MELBOURNE, Australia (AP) — After three years as a prisoner in Beijing, Cheng Lei is busy rebuilding her life. She’s written a memoir and a play, tried her hand at stand-up comedy and is pursuing her career as a journalist.She has shone a rare spotlight on the harsh conditions within the secretive Chinese prison system. She has also shared a personal story of resilience about how meaning can be found in suffering.“I think when your life gets shattered and you lose so many things that used to define you, you do have a kind of freedom to reorganize your atoms and create a new you,” Cheng told The Associated Press during rehearsals for a play about her incarceration, “1154 Days.”“For me, it’s a fuller appreciation of life and much more adventurousness and also a serene sort of quiet fearlessness,” she added.

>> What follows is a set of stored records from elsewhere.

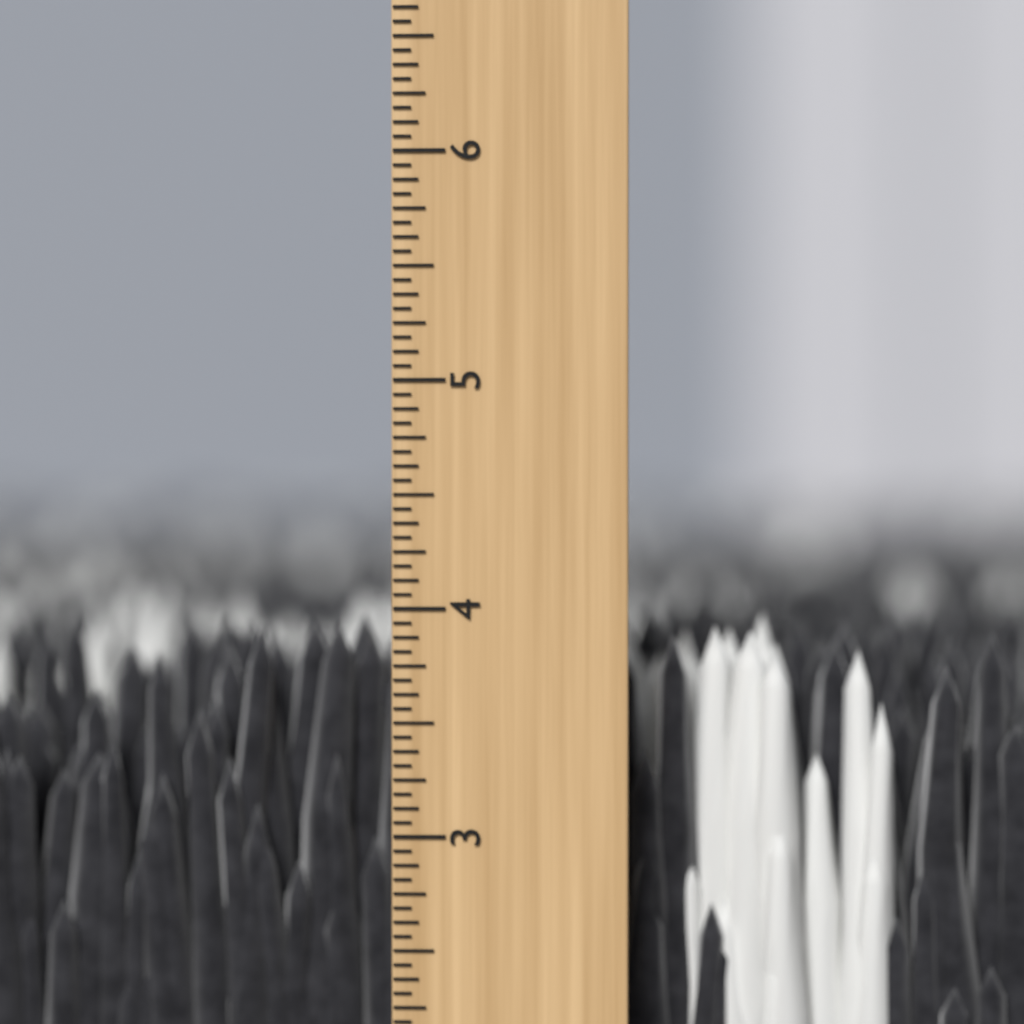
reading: 3.9375 inch
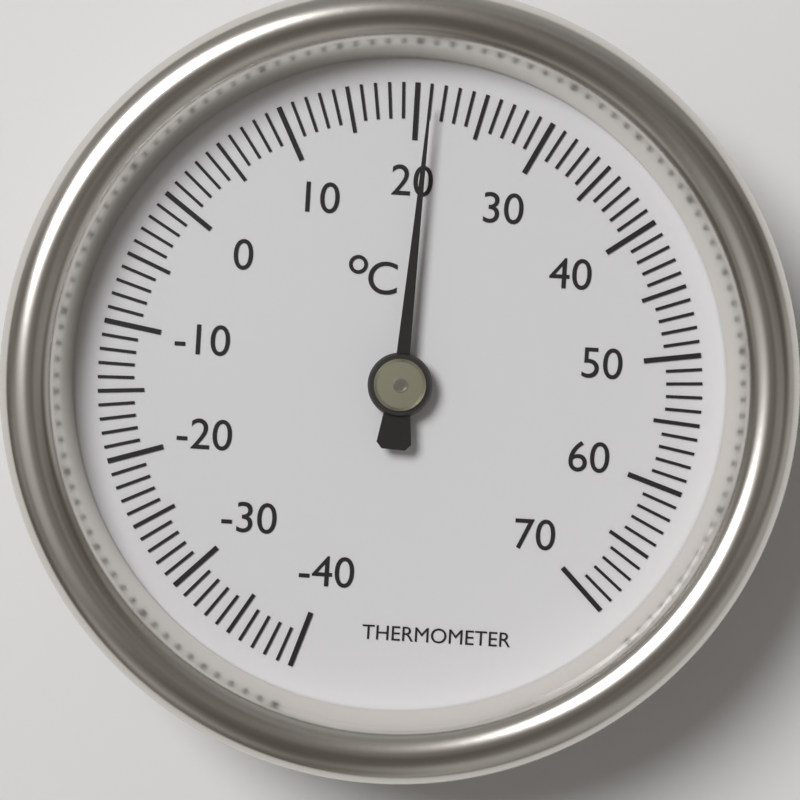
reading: 21 °C
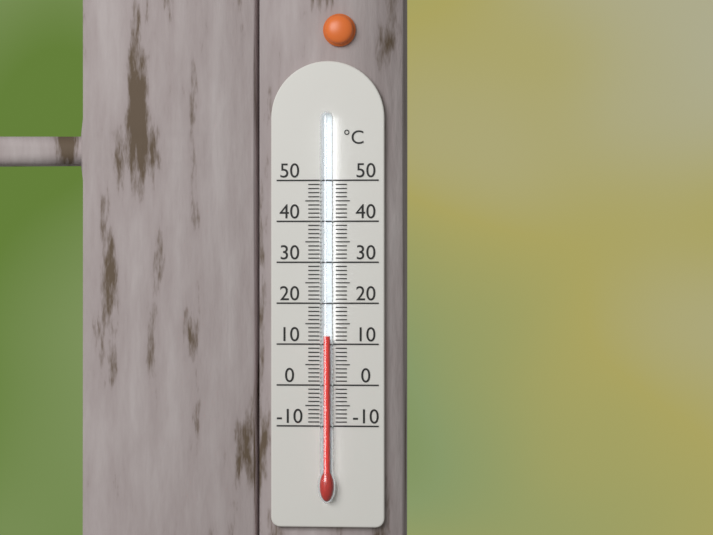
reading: 12 °C
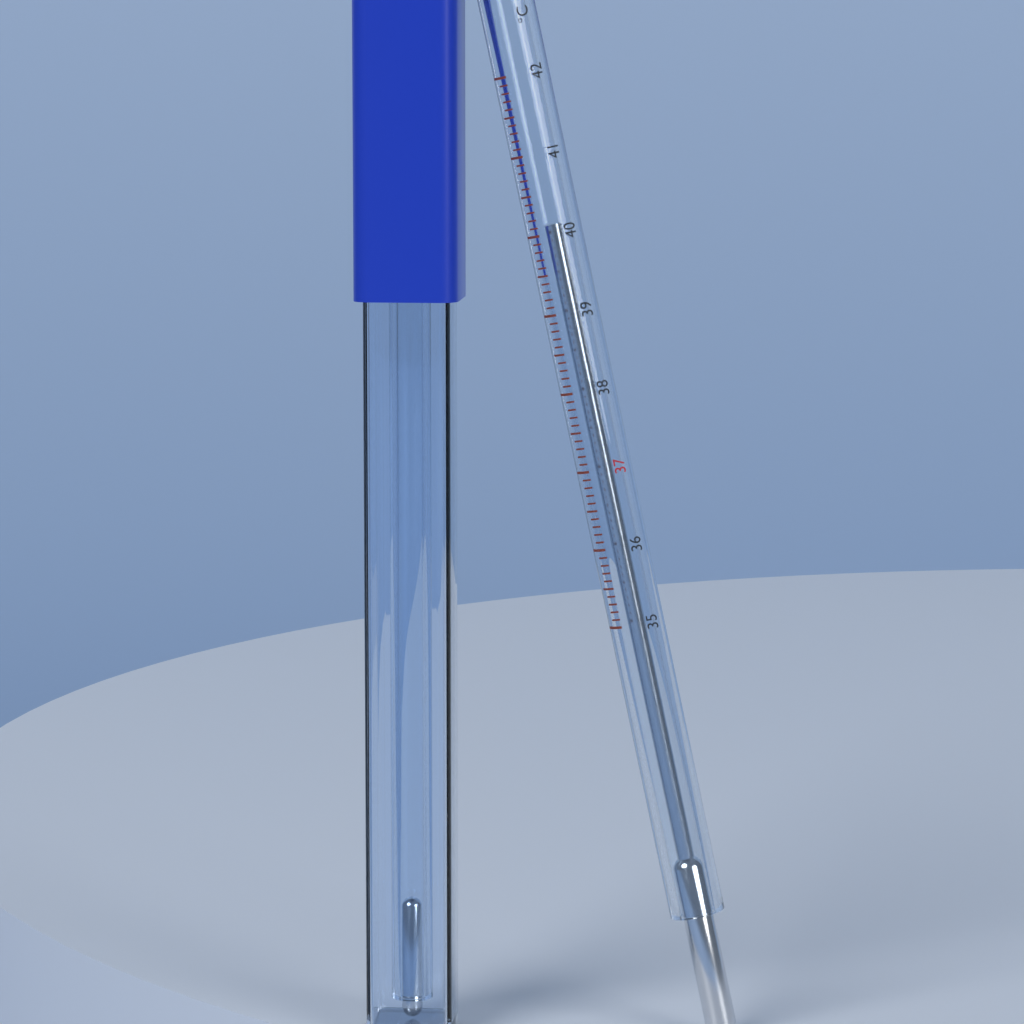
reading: 40.1 °C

Drama is part of former prisoner’s new lease on life Creating theater is one of the new experiences that have become part of the China-born Australian’s post-prison life that began when she was deported from Beijing in October 2023.She became an Australian citizen after migrating from China as a 10-year-old with her parents. She described herself as a bored accountant when she left Australia at the age of 25 in pursuit of a media career. Cheng had become an anchor for the “Global Business” show on China state broadcaster CCTV English, after building a career in bilingual journalism in Asia over two decades. That life ended abruptly in August 2020, when a Beijing State Security Bureau official told her at CCTV headquarters that she was being investigated for supplying state secrets to foreign organizations. She was blindfolded and led away to a secret location.